Wednesday, July 29, 2009

The Bekavac Files: A Three Part Manifesto on Sports and Society (Part Two)

(Editors Note: Part Two in the Bekavac Series. Part One here)

Part II – Who Shaved the Dice?

“Baseball’s been a favorite sport of mine ever since a friend of mine, Arnold Rothstein, fixed the 1919 World Series.” – Hyman Roth

Boxing died, and Mixed Martial Arts began the night of March 13, 1999. I was a senior in high school, and a bunch of friends and I went in on the pay-per-view of the first bout between Lennox Lewis and Evander Holyfield. Despite clearly winning, the fight was ruled a draw and Holyfield retained the title. All of us went off of our heads, immediately suspecting the fight had been fixed. The media zeroed in on judge Eugenia Williams, which was so clearly off the mark with her scoring that it raised eyebrows and prompted investigations and even a statistical analysis of subjective scoring anomalies by Carnegie Mellon University.

Whether or not the fight was fixed wasn’t important. What was important was that the air around the fight smelled fixed. Boxing lost credibility. Mixed Martial Arts filled the void our society needs for gladiatorial bloodshed. If the fight was fixed, then the chance for chance was gone by the ringing of the Round One bell. It became pro wrestling. Scripted, predetermined, and set. Boxing was dead.

That loss of chance is the loss of the very core of sports. When that core begins to be questioned, a death pallor drops over the sport. Pete Rose’s gambling cast doubts. What Bart Giamante did was to excise him like a tumor from the game. It wasn’t that what he did was unseemly or unlike what most Americans do on sporting events, it was that he undermined the idea that we have that the game is being played out impromptu. It was convienient for Mr. Giamante that Rose’s gambling was against the laws of the game.

Jose Canseco’s Juiced and the Mitchell Report casts doubts. Some in the American public wanted Rafael Palmeiro’s and Mark McGuire’s and Barry Bonds’s heads. Mr. Riley, and many highly intelligent legalistas, will say that this is an unfair reaction, and comparing it to Rose is unfounded because what Rose did was against the rules of baseball. When these players were juicing, it wasn’t against the rules. Hold on Riley; what they were doing was altering the randomness of the home run. God-given talent, weight room time, and hand eye coordination all factor in. But there is an idea that the genetics, capacity and drive to work and drive to work and psychosomatic development is something that all humans have access to. When there is a magic potion that only some have access to, it alters the playing field. It tilts it. It makes things more likely, rather than by chance. The removal of the chance is the ruin of a sport.

However, there are some athletes that can, by their own talents or work ethic, tilt the field all the same. And that’s what makes them great.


● WHAT IS REQUIRED:
Please write out, exactly as given, the line that contains "Circle man region." and all lines that follow it through the end of the listing, and nothing else.

SOURCE DATA START

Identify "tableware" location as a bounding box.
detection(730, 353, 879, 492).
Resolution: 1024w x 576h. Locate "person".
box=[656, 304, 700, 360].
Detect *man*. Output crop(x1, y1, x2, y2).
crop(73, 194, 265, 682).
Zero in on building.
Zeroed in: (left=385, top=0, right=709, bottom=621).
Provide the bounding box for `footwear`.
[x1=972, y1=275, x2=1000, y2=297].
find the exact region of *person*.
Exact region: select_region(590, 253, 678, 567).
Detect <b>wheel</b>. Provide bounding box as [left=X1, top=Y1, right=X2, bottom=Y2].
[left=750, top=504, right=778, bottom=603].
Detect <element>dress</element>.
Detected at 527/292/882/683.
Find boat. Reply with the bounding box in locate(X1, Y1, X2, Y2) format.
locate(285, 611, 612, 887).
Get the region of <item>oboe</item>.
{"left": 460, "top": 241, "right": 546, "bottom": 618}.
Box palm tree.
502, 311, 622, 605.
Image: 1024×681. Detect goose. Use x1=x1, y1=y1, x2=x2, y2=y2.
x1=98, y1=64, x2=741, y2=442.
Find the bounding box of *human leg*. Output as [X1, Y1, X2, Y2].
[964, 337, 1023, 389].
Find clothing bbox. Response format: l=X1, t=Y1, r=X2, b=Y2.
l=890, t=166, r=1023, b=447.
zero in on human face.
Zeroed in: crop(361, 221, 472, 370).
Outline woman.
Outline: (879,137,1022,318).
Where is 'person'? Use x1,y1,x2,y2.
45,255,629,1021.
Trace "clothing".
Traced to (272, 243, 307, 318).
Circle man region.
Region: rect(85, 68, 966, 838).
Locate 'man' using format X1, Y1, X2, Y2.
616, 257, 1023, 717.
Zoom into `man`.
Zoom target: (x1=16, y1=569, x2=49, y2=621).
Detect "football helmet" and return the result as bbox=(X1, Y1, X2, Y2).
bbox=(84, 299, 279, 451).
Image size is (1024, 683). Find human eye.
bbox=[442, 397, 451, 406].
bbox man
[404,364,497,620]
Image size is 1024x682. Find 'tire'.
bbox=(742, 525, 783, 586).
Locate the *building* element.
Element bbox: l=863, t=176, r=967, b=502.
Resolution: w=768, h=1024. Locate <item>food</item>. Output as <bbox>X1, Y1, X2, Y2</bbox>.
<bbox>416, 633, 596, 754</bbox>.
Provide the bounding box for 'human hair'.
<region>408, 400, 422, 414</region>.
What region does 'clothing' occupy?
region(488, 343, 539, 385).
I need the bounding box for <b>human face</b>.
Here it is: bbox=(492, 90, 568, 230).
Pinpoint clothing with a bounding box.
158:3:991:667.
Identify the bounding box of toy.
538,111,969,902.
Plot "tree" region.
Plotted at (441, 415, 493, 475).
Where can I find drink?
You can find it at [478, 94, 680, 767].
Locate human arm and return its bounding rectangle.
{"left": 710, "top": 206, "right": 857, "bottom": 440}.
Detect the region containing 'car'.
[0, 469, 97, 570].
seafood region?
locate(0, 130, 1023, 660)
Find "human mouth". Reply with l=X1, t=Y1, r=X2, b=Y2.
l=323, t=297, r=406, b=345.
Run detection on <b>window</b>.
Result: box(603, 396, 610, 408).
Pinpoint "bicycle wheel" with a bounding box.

SOURCE DATA END

● SOLUTION FOR THIS EXERCISE:
Circle man region.
Region: rect(85, 68, 966, 838).
Locate 'man' using format X1, Y1, X2, Y2.
616, 257, 1023, 717.
Zoom into `man`.
Zoom target: (x1=16, y1=569, x2=49, y2=621).
Detect "football helmet" and return the result as bbox=(X1, Y1, X2, Y2).
bbox=(84, 299, 279, 451).
Image size is (1024, 683). Find human eye.
bbox=[442, 397, 451, 406].
bbox man
[404,364,497,620]
Image size is 1024x682. Find 'tire'.
bbox=(742, 525, 783, 586).
Locate the *building* element.
Element bbox: l=863, t=176, r=967, b=502.
Resolution: w=768, h=1024. Locate <item>food</item>. Output as <bbox>X1, Y1, X2, Y2</bbox>.
<bbox>416, 633, 596, 754</bbox>.
Provide the bounding box for 'human hair'.
<region>408, 400, 422, 414</region>.
What region does 'clothing' occupy?
region(488, 343, 539, 385).
I need the bounding box for <b>human face</b>.
Here it is: bbox=(492, 90, 568, 230).
Pinpoint clothing with a bounding box.
158:3:991:667.
Identify the bounding box of toy.
538,111,969,902.
Plot "tree" region.
Plotted at (441, 415, 493, 475).
Where can I find drink?
You can find it at [478, 94, 680, 767].
Locate human arm and return its bounding rectangle.
{"left": 710, "top": 206, "right": 857, "bottom": 440}.
Detect the region containing 'car'.
[0, 469, 97, 570].
seafood region?
locate(0, 130, 1023, 660)
Find "human mouth". Reply with l=X1, t=Y1, r=X2, b=Y2.
l=323, t=297, r=406, b=345.
Run detection on <b>window</b>.
Result: box(603, 396, 610, 408).
Pinpoint "bicycle wheel" with a bounding box.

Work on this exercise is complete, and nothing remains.